In previous years, students were not permitted to have cell phones in school, but district officials realized the need to adapt to the times.
“Why fight something prevalent?” said Sam Ison, Middletown’s senior director of instructional leadership. “We can use it as a learning tool because it’s an interest that’s relevant to the kids. Why not pull it into instruction? Everything has a positive and a negative. Enhance the positive and diminish the negative.”
At Middletown, if a student is disruptive, the cell phone is taken away and can be retrieved at the end of the day. A second offense results in a phone call to the parents, and if the problem continues, the student is not allowed to bring the phone to school.
Very rarely are there repeat offenders, Cotter said, “because parents are supportive. They know they need to reach their children. It’s a good school-parent relationship.”
Other school districts, like Monroe and Lakota, prohibit students from having their cell phones on during the day.
Monroe Superintendent Elizabeth Lolli said the district deals with “maybe 10 incidents a year” in grades K-12, with the first offense resulting in detention and it progresses to a three-day suspension for a repeated offense.
When the final bell rings at the end of the school day, students can be seen turning on their phones to make calls and send texts.
“Our technology committee is working on coming up with ideas to positively use cell phones and other electronic devices as learning instruments,” Lolli said. “We don’t have a total handle on it at this point.”
That is the same road Lakota plans to head down, according to Assistant Superintendent Ron Spurlock.
“We know what a 21st-century classroom should look like,” Spurlock said, “but because of financial concerns and the amount of technology we have in our buildings, there’s a gap. Knowing that students are walking around with mini-computers in their hands, we believe there is a place for cell phones in the classrooms.”
And those students who have cell phones are getting younger and younger.
A study last year by Mediamark Research & Intelligence (MRI) found that 20 percent of U.S. children ages 6 to 11 own a cell phone, up from nearly 12 percent in 2005. The most dramatic increase, about 81 percent, has been among 10- and 11-year-olds.

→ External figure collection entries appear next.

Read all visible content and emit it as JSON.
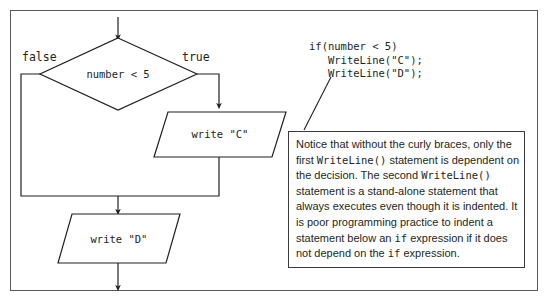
{
  "figure": {
    "frame_color": "#58595b",
    "ink_color": "#231f20"
  },
  "flowchart": {
    "decision": {
      "label": "number < 5",
      "shape": "diamond"
    },
    "branches": {
      "false_label": "false",
      "true_label": "true"
    },
    "process_true": {
      "label": "write \"C\"",
      "shape": "parallelogram"
    },
    "process_join": {
      "label": "write \"D\"",
      "shape": "parallelogram"
    }
  },
  "code": {
    "lines": [
      "if(number < 5)",
      "   WriteLine(\"C\");",
      "   WriteLine(\"D\");"
    ],
    "text": "if(number < 5)\n   WriteLine(\"C\");\n   WriteLine(\"D\");"
  },
  "note": {
    "segments": [
      {
        "type": "text",
        "value": "Notice that without the curly braces, only the first "
      },
      {
        "type": "code",
        "value": "WriteLine()"
      },
      {
        "type": "text",
        "value": " statement is dependent on the decision. The second "
      },
      {
        "type": "code",
        "value": "WriteLine()"
      },
      {
        "type": "text",
        "value": " statement is a stand-alone statement that always executes even though it is indented. It is poor programming practice to indent a statement below an "
      },
      {
        "type": "code",
        "value": "if"
      },
      {
        "type": "text",
        "value": " expression if it does not depend on the "
      },
      {
        "type": "code",
        "value": "if"
      },
      {
        "type": "text",
        "value": " expression."
      }
    ],
    "plain": "Notice that without the curly braces, only the first WriteLine() statement is dependent on the decision. The second WriteLine() statement is a stand-alone statement that always executes even though it is indented. It is poor programming practice to indent a statement below an if expression if it does not depend on the if expression."
  }
}
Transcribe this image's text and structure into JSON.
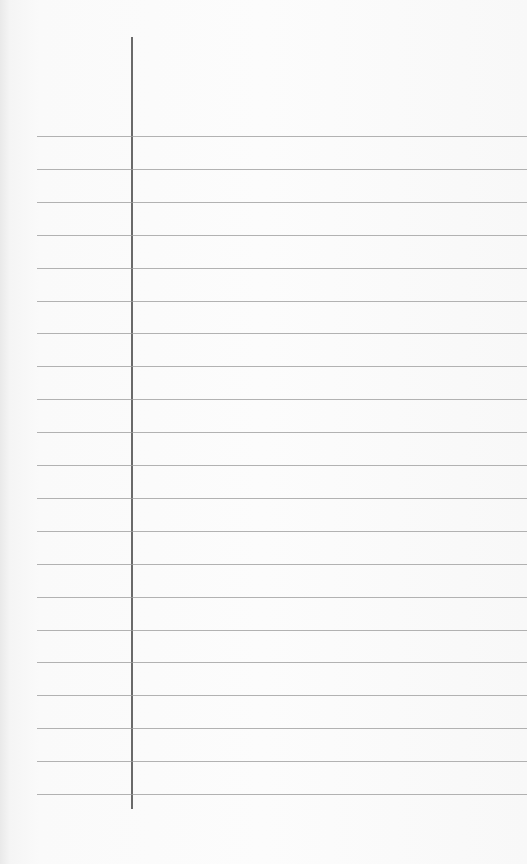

Fairfield’s policy states that students in grades Pre K-6 who need access to a cell phone must have a registration form filled out by a parent. No registration is needed for students in grades 7-12, while students in grades 9-12 can use their cell phones during school hours in between classes and at lunchtime.
“Our philosophy is that it’s here and it’s here to stay,” said Dan Jeffers, technology and data coordinator at Fairfield. “It’s not going anywhere. The amount of time we spent dealing with the issue when it wasn’t acceptable to have those was huge. Our administrators were spending lots of time with discipline. For the kids, that’s their connection to the world. That’s how they function. They don’t know any different. For us to tell them they can’t have that, it just didn’t make sense to us.”
Karrie Gallo, the assistant principal at Fairfield South Elementary, said she’s not aware of any kindergartners, first-graders or second-graders in the building who have a cell phone. Yet, there are some third-graders and about 25 percent of fourth-graders who do own one.
Her 10-year-old son, Brennan, received a cell phone for his 10th birthday in June, and her other son, Ethan, 6, has already asked for one.
“I was surprised how many fourth-graders have a cell phone,” Gallo said. “It’s more than I thought, but I think the kids like it. It’s a very hot commodity. It’s normal for everyone to have a phone. It’s normal to have that constant access to one another.”